ABOUT THIS EXERCISE
Your output must hold every entry exactly as written and none of the pictures.

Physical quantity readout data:
-*-

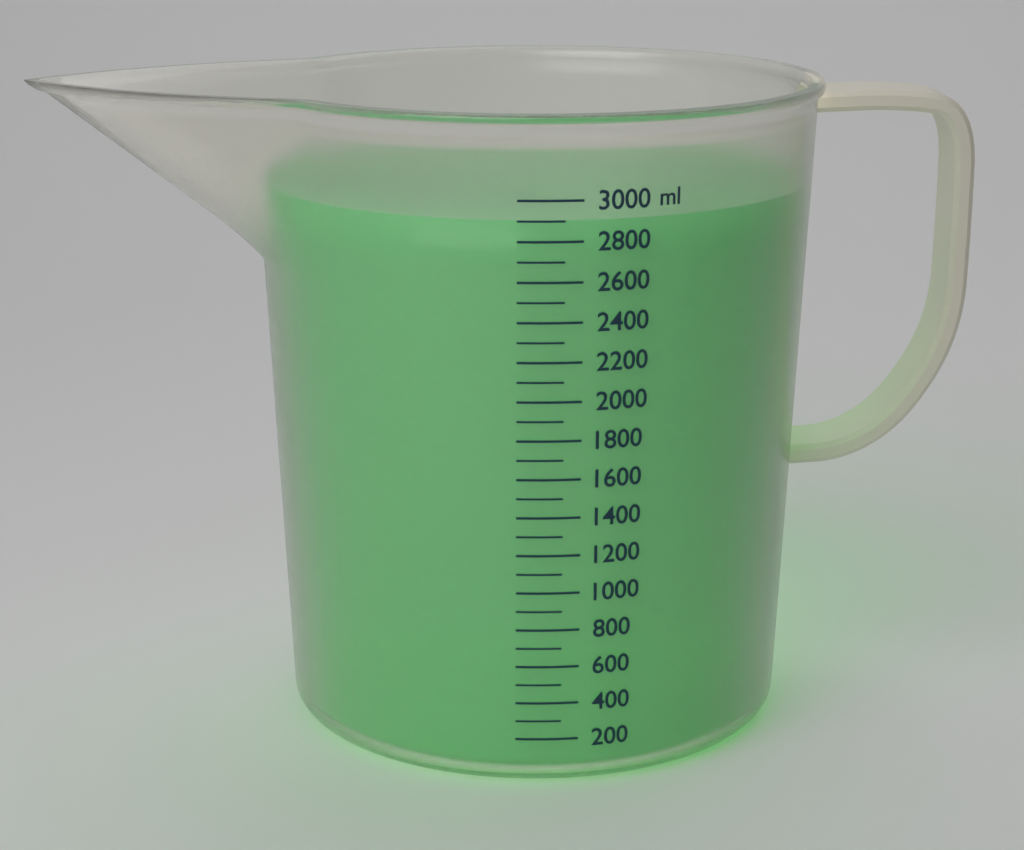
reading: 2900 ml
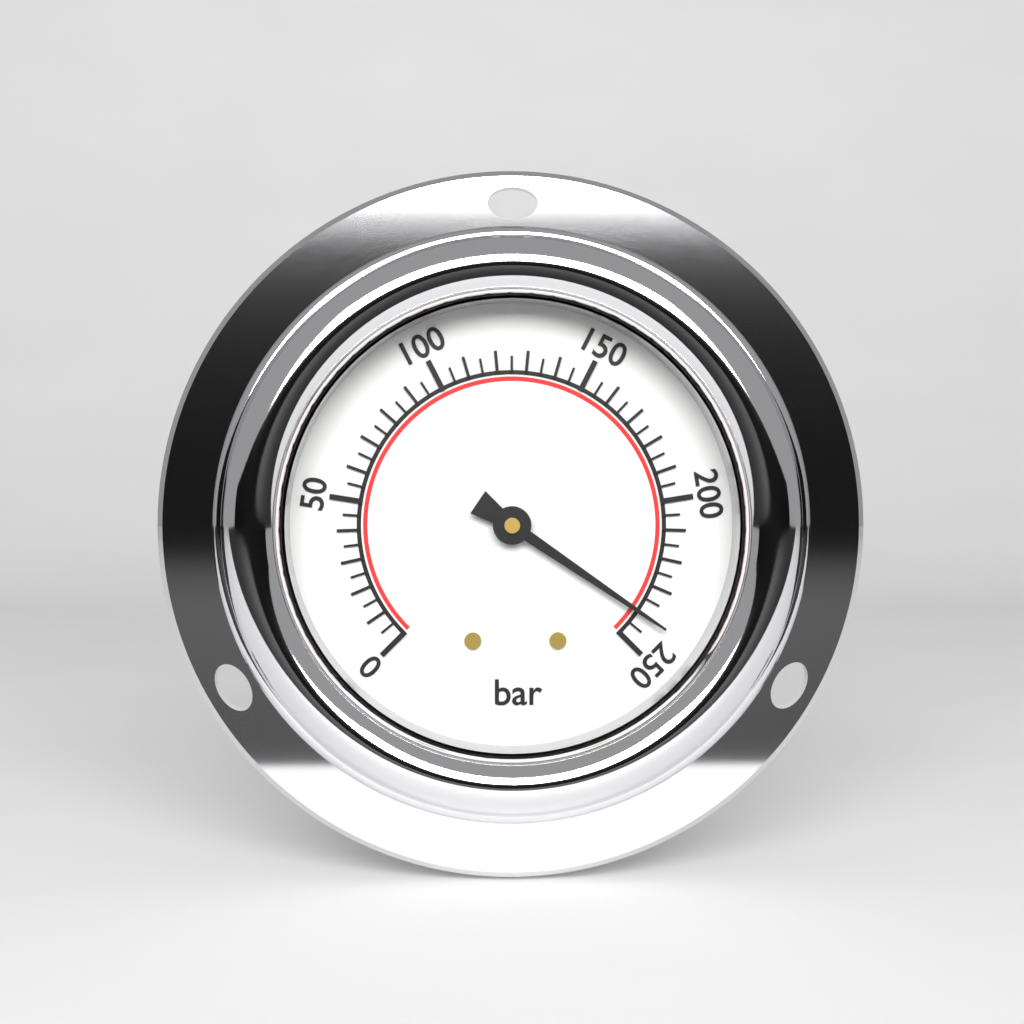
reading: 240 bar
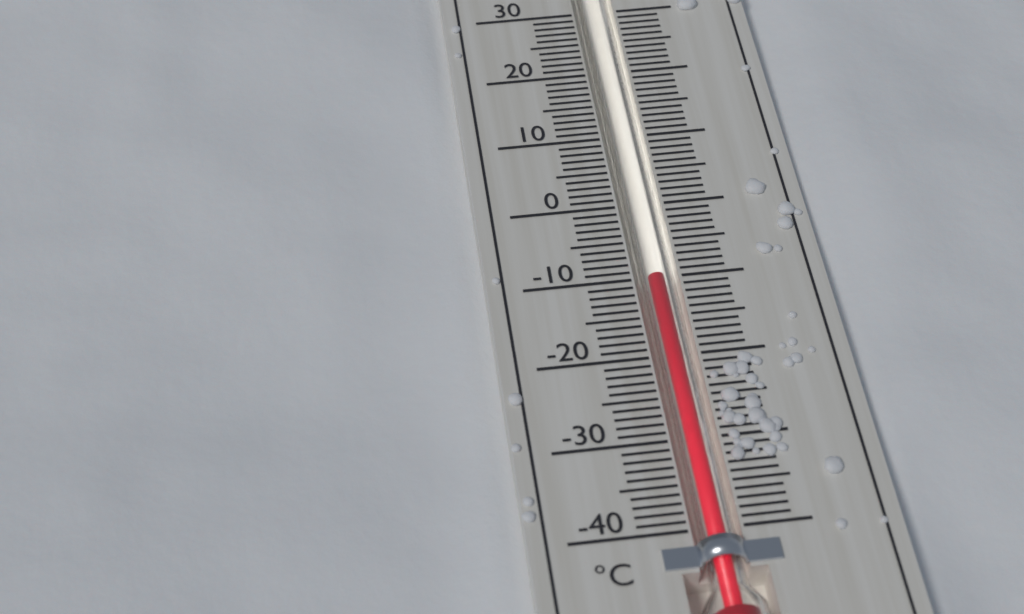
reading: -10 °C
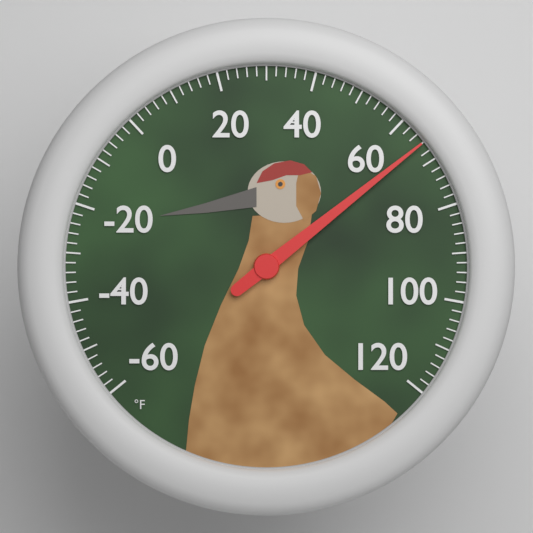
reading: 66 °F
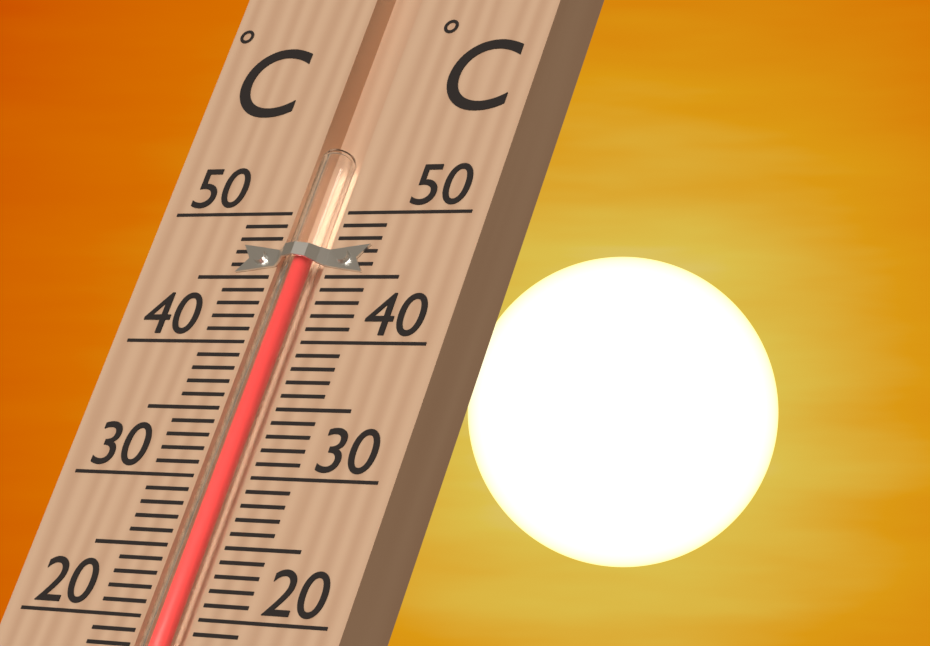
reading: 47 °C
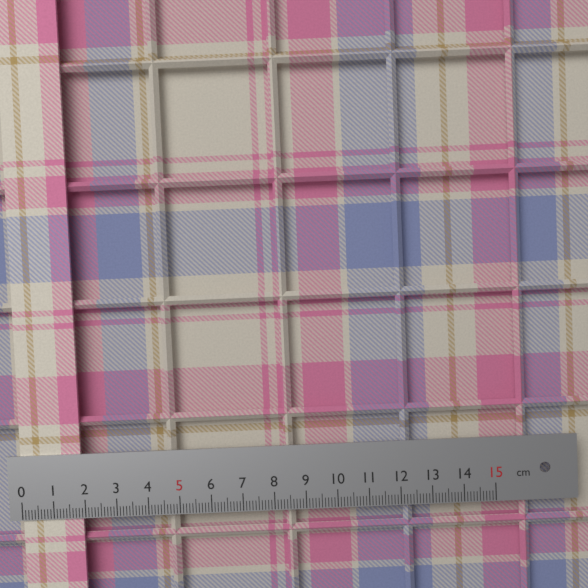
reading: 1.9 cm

-*-

RESPONSE FOR THIS EXERCISE
reading: 2900 ml
reading: 240 bar
reading: -10 °C
reading: 66 °F
reading: 47 °C
reading: 1.9 cm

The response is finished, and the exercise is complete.